Not surprising: Palestinian statehood bid fails at UN Security Council


© AFP Photo / Kena Betancur

The United Nations Security Council.



The UN Security Council has failed to adopt the Arab coalition's bid calling for the creation of a Palestinian state and an end to Israeli "occupation". The US and Australia voted against the move with 5 abstentions.

The draft resolution gathered only 8 votes in favour, so it was automatically defeated. The US however still used its veto power and voted against the resolution. Another veto power state, the UK, along with Lithuania, Nigeria, Korea and Rwanda have abstained from the vote.


An official bid for statehood was submitted to the Council Tuesday by a Jordan-led Arab coaltion. The bid featured a revised draft resolution of a similar proposal submitted earlier this month.
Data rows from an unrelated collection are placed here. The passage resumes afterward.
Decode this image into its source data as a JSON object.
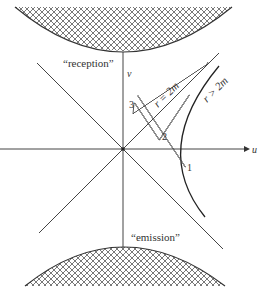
{
  "figure": {
    "axes": {
      "u_label": "u",
      "v_label": "v"
    },
    "regions": {
      "top_label": "“reception”",
      "bottom_label": "“emission”"
    },
    "lines": {
      "horizon_label": "r = 2m",
      "hyperbola_label": "r > 2m"
    },
    "points": [
      {
        "id": "1",
        "label": "1"
      },
      {
        "id": "2",
        "label": "2"
      },
      {
        "id": "3",
        "label": "3"
      }
    ],
    "colors": {
      "ink": "#333333",
      "hatch": "#555555",
      "background": "#ffffff"
    }
  }
}
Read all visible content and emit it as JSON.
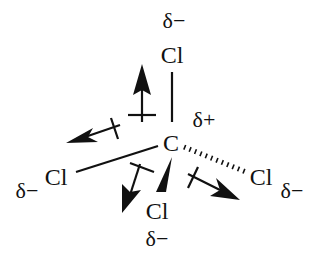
{
  "diagram": {
    "title": "",
    "molecule": "CCl4",
    "central_atom": {
      "symbol": "C",
      "charge": "δ+"
    },
    "substituents": [
      {
        "position": "top",
        "symbol": "Cl",
        "charge": "δ−",
        "bond": "line"
      },
      {
        "position": "left",
        "symbol": "Cl",
        "charge": "δ−",
        "bond": "line"
      },
      {
        "position": "right",
        "symbol": "Cl",
        "charge": "δ−",
        "bond": "hashed"
      },
      {
        "position": "bottom",
        "symbol": "Cl",
        "charge": "δ−",
        "bond": "wedge"
      }
    ],
    "dipole_arrows": [
      {
        "direction": "up"
      },
      {
        "direction": "left"
      },
      {
        "direction": "down-left"
      },
      {
        "direction": "down-right"
      }
    ],
    "colors": {
      "ink": "#111111",
      "background": "#ffffff"
    }
  }
}
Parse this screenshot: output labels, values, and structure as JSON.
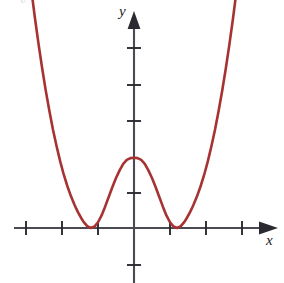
{
  "figure": {
    "name": "quartic-graph",
    "width": 284,
    "height": 283,
    "background_color": "#ffffff",
    "top_cutoff_text": "y"
  },
  "axes": {
    "x_label": "x",
    "y_label": "y",
    "axis_color": "#4a4a52",
    "tick_color": "#2a2a30",
    "origin_px": [
      134,
      228
    ],
    "unit_px": 36,
    "x_arrow": true,
    "y_arrow": true
  },
  "chart_data": {
    "type": "line",
    "title": "",
    "xlabel": "x",
    "ylabel": "y",
    "grid": false,
    "legend": false,
    "curve_color": "#a63232",
    "curve_width": 2.6,
    "xlim": [
      -3.2,
      3.2
    ],
    "ylim": [
      -1.2,
      5.6
    ],
    "xticks": [
      -3,
      -2,
      -1,
      1,
      2,
      3
    ],
    "yticks": [
      -1,
      1,
      2,
      3,
      4,
      5
    ],
    "xtick_labels": [
      "",
      "",
      "",
      "",
      "",
      ""
    ],
    "ytick_labels": [
      "",
      "",
      "",
      "",
      "",
      ""
    ],
    "annotations": [
      {
        "label": "local maximum",
        "x": 0,
        "y": 1.95
      },
      {
        "label": "root (touch point)",
        "x": -1.53,
        "y": 0
      },
      {
        "label": "root (touch point)",
        "x": 1.53,
        "y": 0
      }
    ],
    "series": [
      {
        "name": "f(x)",
        "x": [
          -2.95,
          -2.85,
          -2.75,
          -2.65,
          -2.55,
          -2.45,
          -2.35,
          -2.25,
          -2.15,
          -2.05,
          -1.95,
          -1.85,
          -1.75,
          -1.65,
          -1.6,
          -1.56,
          -1.53,
          -1.5,
          -1.45,
          -1.4,
          -1.3,
          -1.2,
          -1.1,
          -1.0,
          -0.9,
          -0.8,
          -0.7,
          -0.6,
          -0.5,
          -0.4,
          -0.3,
          -0.2,
          -0.1,
          0.0,
          0.1,
          0.2,
          0.3,
          0.4,
          0.5,
          0.6,
          0.7,
          0.8,
          0.9,
          1.0,
          1.1,
          1.2,
          1.3,
          1.4,
          1.45,
          1.5,
          1.53,
          1.56,
          1.6,
          1.65,
          1.75,
          1.85,
          1.95,
          2.05,
          2.15,
          2.25,
          2.35,
          2.45,
          2.55,
          2.65,
          2.75,
          2.85,
          2.95
        ],
        "y": [
          7.42,
          6.6,
          5.82,
          5.1,
          4.43,
          3.81,
          3.25,
          2.73,
          2.27,
          1.85,
          1.48,
          1.16,
          0.88,
          0.64,
          0.53,
          0.45,
          0.39,
          0.34,
          0.25,
          0.17,
          0.05,
          0.0,
          0.04,
          0.16,
          0.35,
          0.6,
          0.87,
          1.14,
          1.39,
          1.6,
          1.78,
          1.89,
          1.94,
          1.95,
          1.94,
          1.89,
          1.78,
          1.6,
          1.39,
          1.14,
          0.87,
          0.6,
          0.35,
          0.16,
          0.04,
          0.0,
          0.05,
          0.17,
          0.25,
          0.34,
          0.39,
          0.45,
          0.53,
          0.64,
          0.88,
          1.16,
          1.48,
          1.85,
          2.27,
          2.73,
          3.25,
          3.81,
          4.43,
          5.1,
          5.82,
          6.6,
          7.42
        ]
      }
    ]
  }
}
Delegates voted on the measure Tuesday afternoon.


Highly opposed by the US and Israel, the first version of the draft resolution was submitted "in blue" to the UN Security Council last Wednesday. The Council includes five permanent members who hold veto power and ten additional members who serve two-year terms.
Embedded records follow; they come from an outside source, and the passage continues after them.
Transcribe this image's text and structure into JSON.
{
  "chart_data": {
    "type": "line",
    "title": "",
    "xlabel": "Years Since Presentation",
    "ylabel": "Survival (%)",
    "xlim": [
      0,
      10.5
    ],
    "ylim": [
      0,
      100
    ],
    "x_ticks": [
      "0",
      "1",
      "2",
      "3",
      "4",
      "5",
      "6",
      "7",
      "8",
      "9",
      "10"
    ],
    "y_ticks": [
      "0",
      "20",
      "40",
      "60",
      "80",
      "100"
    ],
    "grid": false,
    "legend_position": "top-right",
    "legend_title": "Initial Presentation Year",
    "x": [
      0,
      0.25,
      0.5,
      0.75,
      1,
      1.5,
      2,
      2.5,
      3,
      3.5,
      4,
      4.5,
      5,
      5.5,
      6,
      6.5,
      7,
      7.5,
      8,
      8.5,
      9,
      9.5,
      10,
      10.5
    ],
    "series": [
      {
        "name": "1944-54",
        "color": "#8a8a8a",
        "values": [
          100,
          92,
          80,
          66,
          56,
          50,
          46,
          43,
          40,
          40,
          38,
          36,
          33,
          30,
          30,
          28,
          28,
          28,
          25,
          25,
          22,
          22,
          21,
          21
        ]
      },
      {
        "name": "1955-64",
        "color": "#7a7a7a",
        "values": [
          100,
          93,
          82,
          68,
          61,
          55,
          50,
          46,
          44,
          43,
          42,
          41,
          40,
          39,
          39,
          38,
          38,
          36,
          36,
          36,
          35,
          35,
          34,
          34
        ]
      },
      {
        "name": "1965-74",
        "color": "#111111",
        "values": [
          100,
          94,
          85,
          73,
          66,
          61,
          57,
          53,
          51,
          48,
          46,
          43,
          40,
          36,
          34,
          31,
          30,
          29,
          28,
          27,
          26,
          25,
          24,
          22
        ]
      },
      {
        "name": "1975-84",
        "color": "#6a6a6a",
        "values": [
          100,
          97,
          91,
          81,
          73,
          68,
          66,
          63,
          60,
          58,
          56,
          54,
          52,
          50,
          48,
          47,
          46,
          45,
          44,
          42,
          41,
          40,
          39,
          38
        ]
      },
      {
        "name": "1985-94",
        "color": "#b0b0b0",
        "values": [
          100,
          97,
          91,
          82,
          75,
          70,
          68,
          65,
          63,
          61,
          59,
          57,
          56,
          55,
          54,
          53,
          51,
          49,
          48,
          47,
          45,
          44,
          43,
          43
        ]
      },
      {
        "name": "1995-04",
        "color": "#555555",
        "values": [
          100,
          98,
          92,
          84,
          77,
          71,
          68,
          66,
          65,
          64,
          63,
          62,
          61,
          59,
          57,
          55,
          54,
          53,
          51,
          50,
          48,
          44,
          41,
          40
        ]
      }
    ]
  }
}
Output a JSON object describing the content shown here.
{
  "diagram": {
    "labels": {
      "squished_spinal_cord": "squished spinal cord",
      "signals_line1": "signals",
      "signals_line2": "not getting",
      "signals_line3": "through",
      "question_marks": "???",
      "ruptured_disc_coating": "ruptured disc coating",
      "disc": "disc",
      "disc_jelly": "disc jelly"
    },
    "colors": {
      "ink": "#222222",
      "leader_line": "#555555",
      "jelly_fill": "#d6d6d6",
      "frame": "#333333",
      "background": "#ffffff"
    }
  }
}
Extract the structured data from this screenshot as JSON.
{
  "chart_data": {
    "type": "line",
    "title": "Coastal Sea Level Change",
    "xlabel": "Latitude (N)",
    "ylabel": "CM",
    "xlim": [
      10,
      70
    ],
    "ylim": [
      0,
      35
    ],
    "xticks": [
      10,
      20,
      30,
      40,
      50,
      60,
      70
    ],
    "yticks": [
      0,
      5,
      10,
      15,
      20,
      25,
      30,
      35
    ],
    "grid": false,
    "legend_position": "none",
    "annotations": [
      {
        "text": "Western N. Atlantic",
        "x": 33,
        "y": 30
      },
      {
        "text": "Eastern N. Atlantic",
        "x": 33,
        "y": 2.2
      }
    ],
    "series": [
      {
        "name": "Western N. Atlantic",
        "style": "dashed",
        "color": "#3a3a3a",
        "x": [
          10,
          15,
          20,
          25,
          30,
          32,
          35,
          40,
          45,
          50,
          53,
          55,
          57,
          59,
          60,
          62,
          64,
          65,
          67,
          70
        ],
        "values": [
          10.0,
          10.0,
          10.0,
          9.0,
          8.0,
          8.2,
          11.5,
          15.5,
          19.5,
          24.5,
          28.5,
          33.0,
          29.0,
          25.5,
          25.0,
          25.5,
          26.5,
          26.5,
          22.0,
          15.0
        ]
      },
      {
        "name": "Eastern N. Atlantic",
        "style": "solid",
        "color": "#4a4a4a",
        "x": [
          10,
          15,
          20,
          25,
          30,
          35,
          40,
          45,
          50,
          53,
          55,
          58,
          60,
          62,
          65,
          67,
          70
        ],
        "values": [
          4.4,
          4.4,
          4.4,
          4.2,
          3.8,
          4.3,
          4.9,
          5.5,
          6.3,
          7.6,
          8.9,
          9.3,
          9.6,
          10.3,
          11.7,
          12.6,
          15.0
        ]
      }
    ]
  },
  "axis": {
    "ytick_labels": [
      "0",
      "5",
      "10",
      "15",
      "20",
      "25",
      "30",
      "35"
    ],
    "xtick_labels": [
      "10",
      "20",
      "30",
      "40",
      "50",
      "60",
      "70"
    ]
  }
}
The resolution gives 12 months for a "just, lasting and comprehensive peaceful solution" to the Israeli-Palestinian conflict, which it regards as the creation of a "sovereign and viable" Palestinian state based on 1967 borders, as well as the withdrawal of all Israeli forces from the occupied territory by 2017.


Its text had already seen several amendments that concern East Jerusalem as capital of the future state of Palestine, Israeli settlement building, and Palestinian refugees' right of return, Palestinian Liberation Organization (PLO) Executive Committee member Abu Yousef told newspaper.


According to the current draft, Jerusalem is regarded as the capital of both Israel and Palestine, but the role of East Jerusalem in a future Palestinian state is not specified. "International legitimacy is our ceiling on this issue, and we cannot drop below this ceiling," Yousef told the paper.


"I think there is very little doubt that any resolution in the Security Council that actually created a Palestinian state or called for real statehood would be vetoed," US activist and journalist Phyllis Bennis told RT. "I think there is a big question whether the drafts that are now circulating actually do that. The French amendments in particular significantly weaken the idea that this is something that would actually create the Palestinian state."


Bennis explained that "there is no consequence named. The resolution is not taken under either Chapter 6 or Chapter 7, which are the coercive chapters of the UN charter." These chapters imply the use of military force and putting pressure against the state, such as sanctions.


On Tuesday, Palestinian President Mahmoud Abbas said his administration would "no longer deal" with Israel in case of the resolution's failure. "If the Arab-Palestinian initiative submitted to the Security Council to put an end to [Israeli] occupation doesn't pass, we will be forced to take the necessary political and legal decisions," the Algerian APS news agency quoted Abbas as saying.


Last Thursday, Israeli Foreign Minister Avigdor Lieberman called a UN bid for Palestinian statehood an "act of aggression."


"Palestinian President Mahmoud Abbas is adopting measures whose sole aim is to attack Israel, with no benefit for the Palestinians," Lieberman said in a statement.


This summer, tensions in Jerusalem and the West Bank escalated, leading to the 50-day conflict between the Israel Defense Forces and Palestinians. Operation Protective Edge claimed over 2,200 lives - most of them Gaza civilians.